**Challenge**
Waiting lists for autism and ADHD assessments now exceed 750,000 people in the United Kingdom, with families often waiting years for a diagnosis and follow-on support. A major cause is the time clinicians spend assembling lengthy, multi-source assessment reports.
**Innovation**
Neurotype is developing a clinician-in-the-loop software application that drafts neurodiversity assessment reports using generative artificial intelligence. The system combines standardised questionnaires, clinical notes, and collateral information into a structured report template. Clinicians review and edit every section before approval, and all changes are recorded in an audit log that meets NHS information-governance requirements. Early internal testing suggests the approach can reduce administrative report time from several hours to under one hour.
**Project plan**
Over a six-month programme, Neurotype will:
1. Fine-tune the report-generation workflow on a de-identified set of historic assessments contributed by partner clinics.
2. Build a secure web interface that allows clinicians to review, edit, and sign off drafts with full version history
3. Pilot the tool with three independent neurodevelopmental clinics, collect quantitative evidence on time saved and report quality, and complete an external clinical-safety and bias review.
**Expected benefits**
* Increases assessment capacity without additional clinical hires, helping to shorten waiting lists.
* Standardises report structure and terminology, supporting clearer communication with families, schools, and referring professionals.

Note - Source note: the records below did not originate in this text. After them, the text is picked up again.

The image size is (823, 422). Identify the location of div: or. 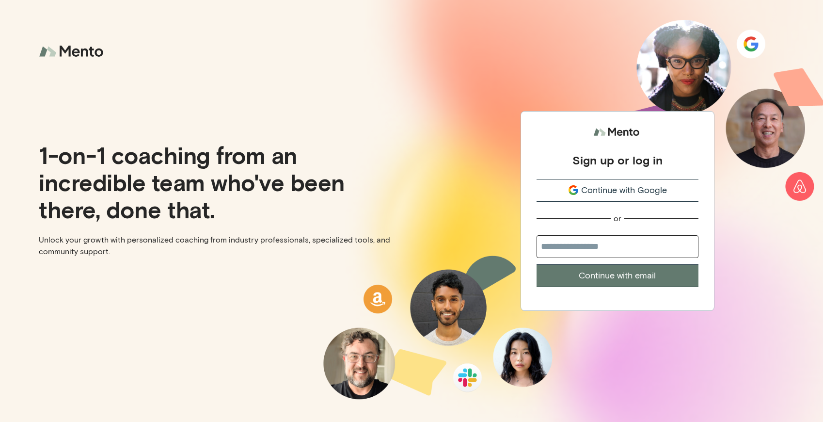
(618, 218).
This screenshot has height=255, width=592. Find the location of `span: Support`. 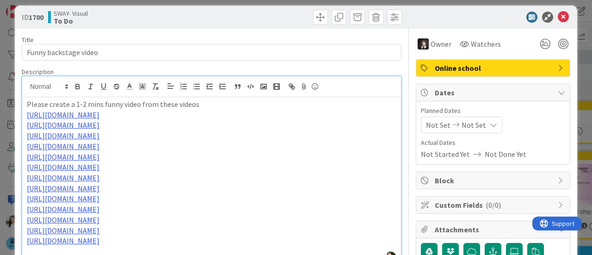

span: Support is located at coordinates (31, 7).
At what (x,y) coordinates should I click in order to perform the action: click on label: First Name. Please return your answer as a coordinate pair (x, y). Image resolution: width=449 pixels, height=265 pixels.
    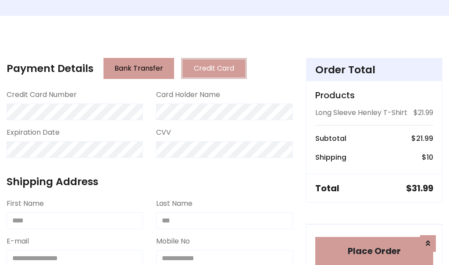
    Looking at the image, I should click on (25, 203).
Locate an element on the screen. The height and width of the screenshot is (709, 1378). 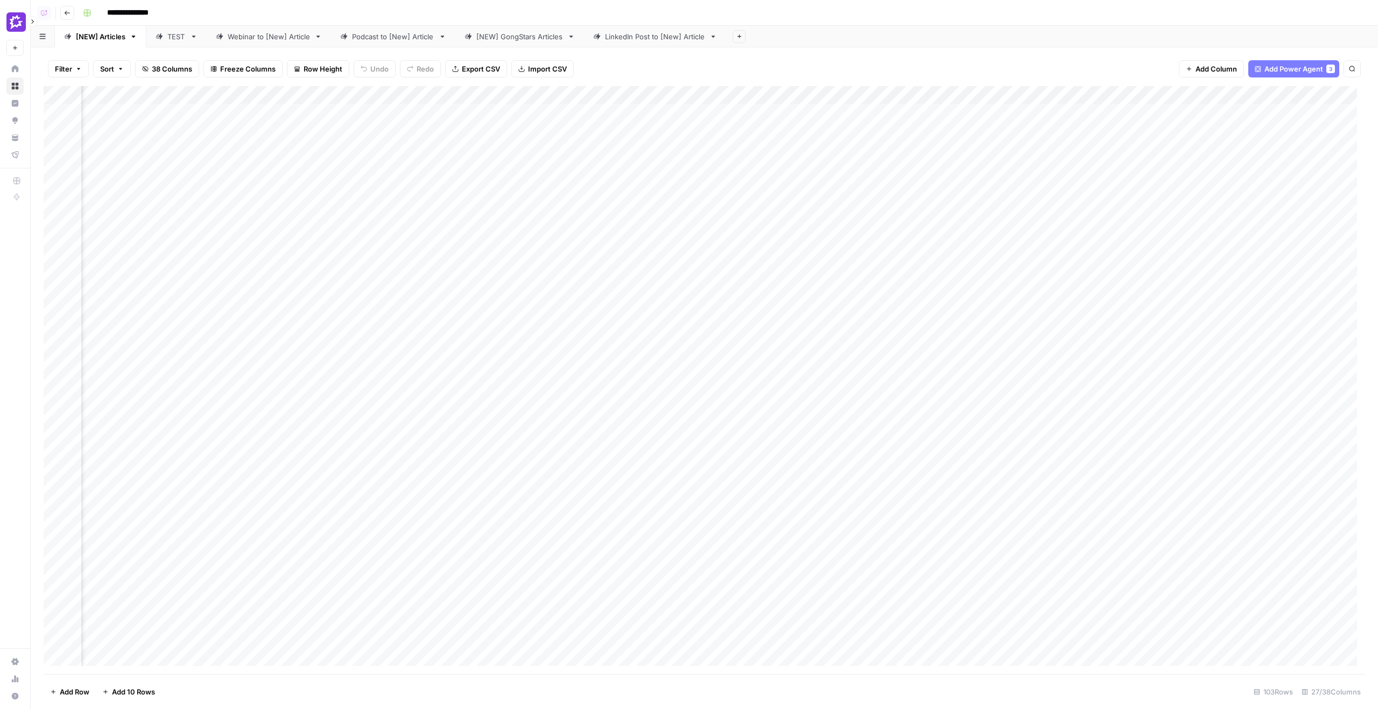
button: Redo is located at coordinates (420, 69).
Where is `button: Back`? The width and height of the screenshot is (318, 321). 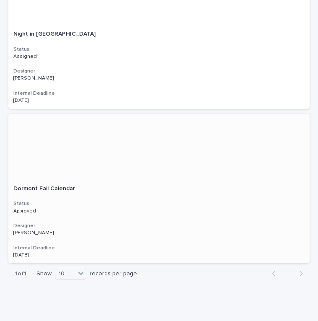
button: Back is located at coordinates (277, 274).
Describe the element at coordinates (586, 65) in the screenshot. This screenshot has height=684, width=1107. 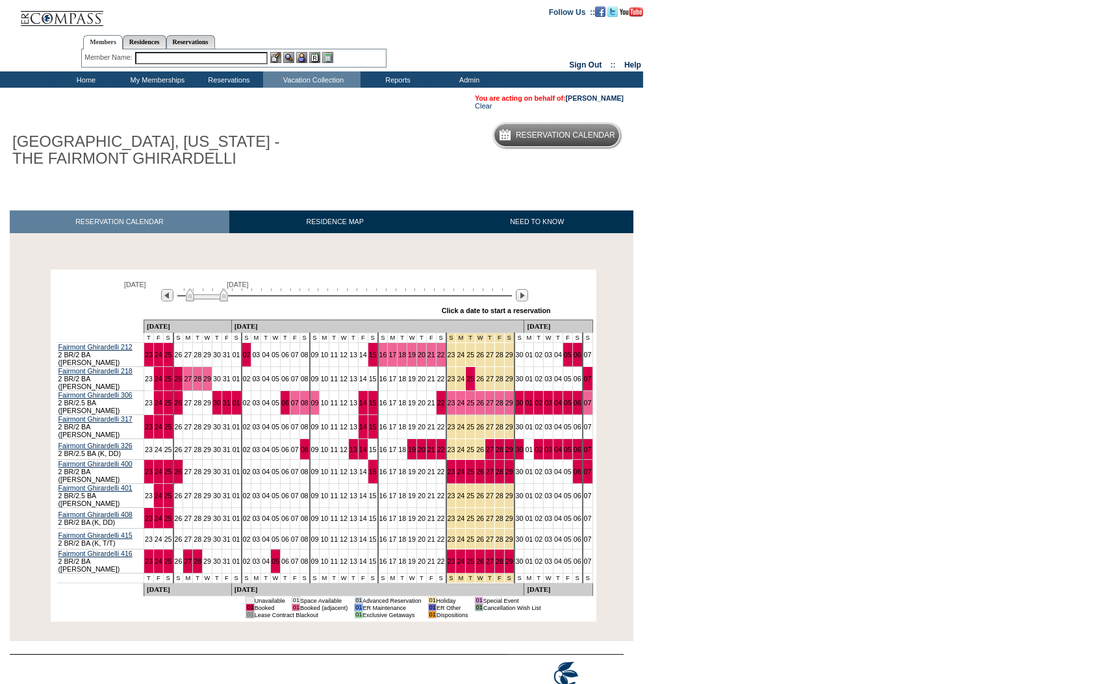
I see `a: Sign Out` at that location.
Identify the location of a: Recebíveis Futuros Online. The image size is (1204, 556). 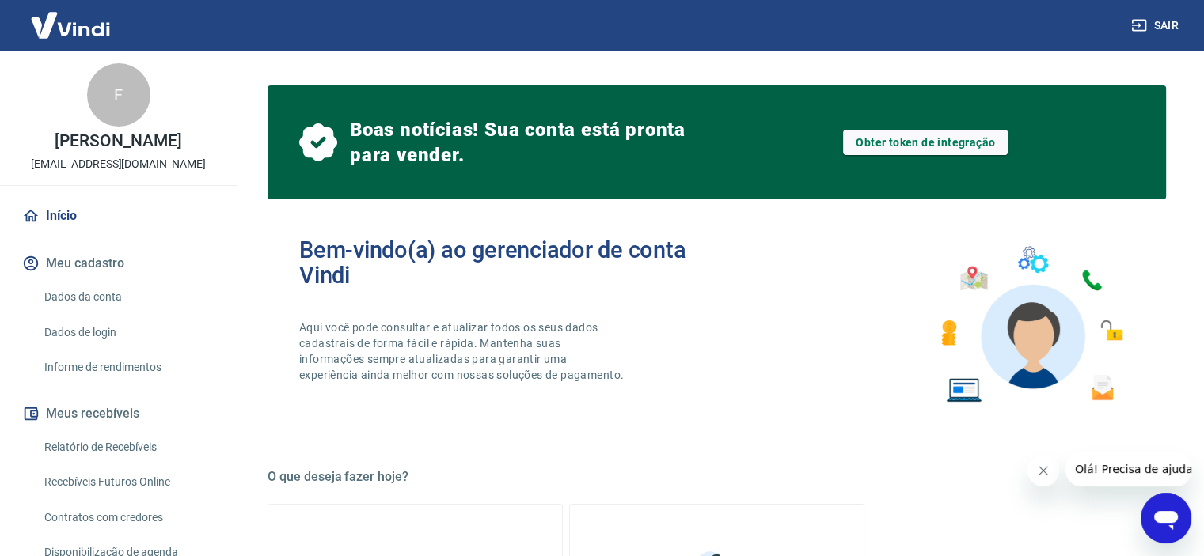
(127, 482).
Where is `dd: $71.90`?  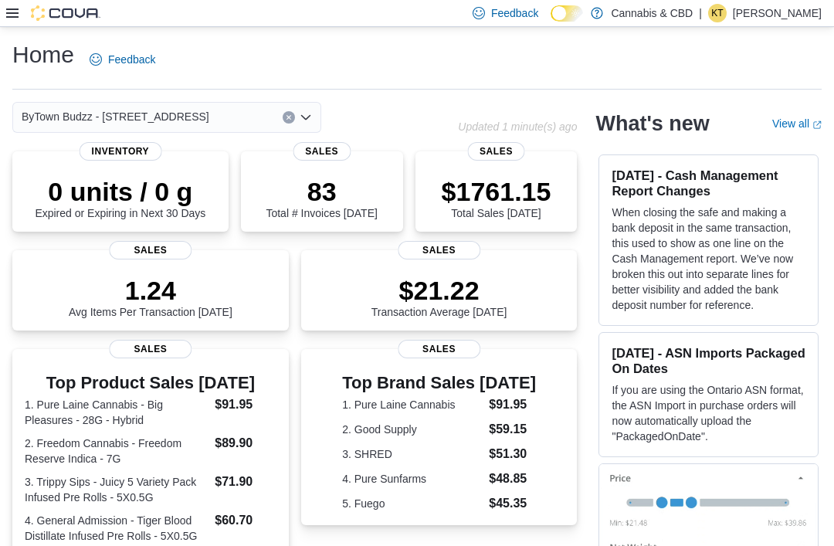 dd: $71.90 is located at coordinates (245, 482).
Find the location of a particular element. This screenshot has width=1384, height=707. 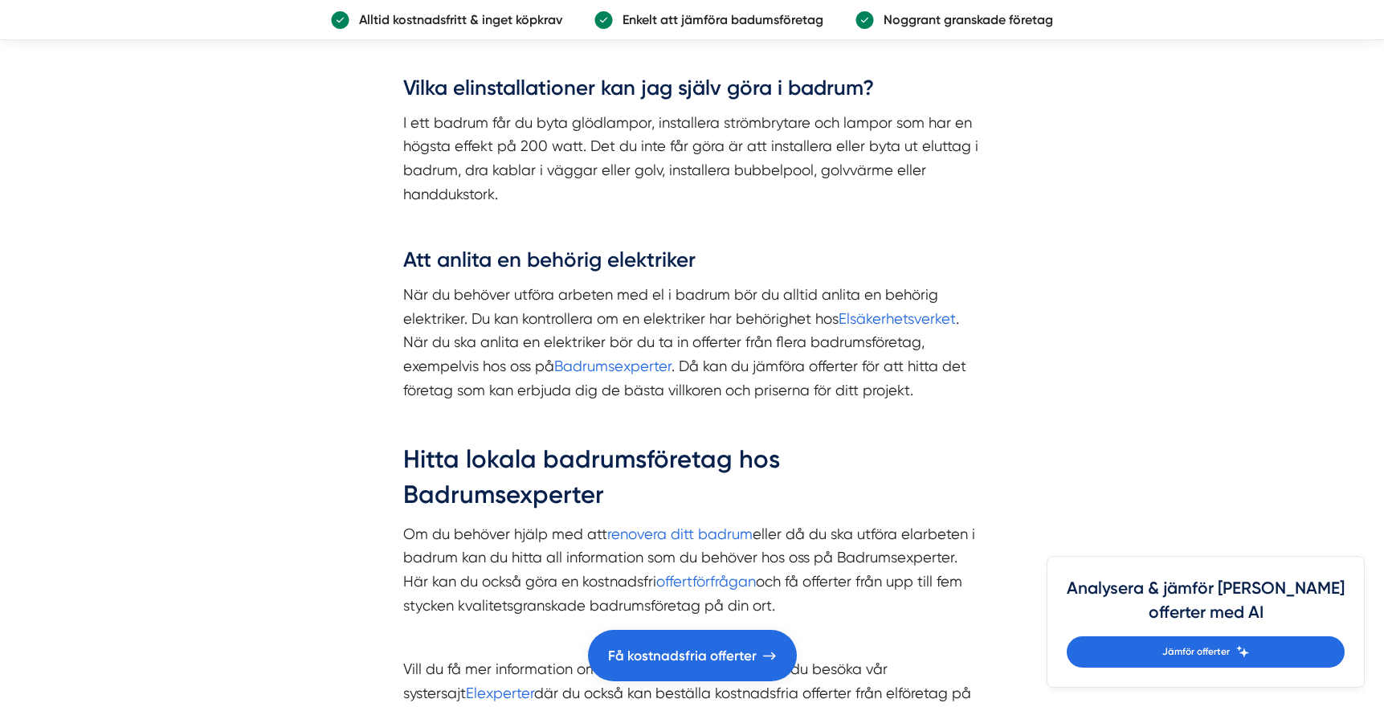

* Converts narrative notes into structured data, laying the foundation for future decision-support tools such as intelligent triage.
**Team**
Neurotype is a mission-driven pairing of an NHS senior clinical psychologist with deep neurodiversity expertise and an experienced machine-learning engineer who has previously delivered health-technology solutions for the NHS.
**Alignment with Innovate UK priorities**
The project advances responsible artificial intelligence in healthcare, one of the UK's five critical technologies, and supports the wider goal of making mental-health services more accessible and efficient.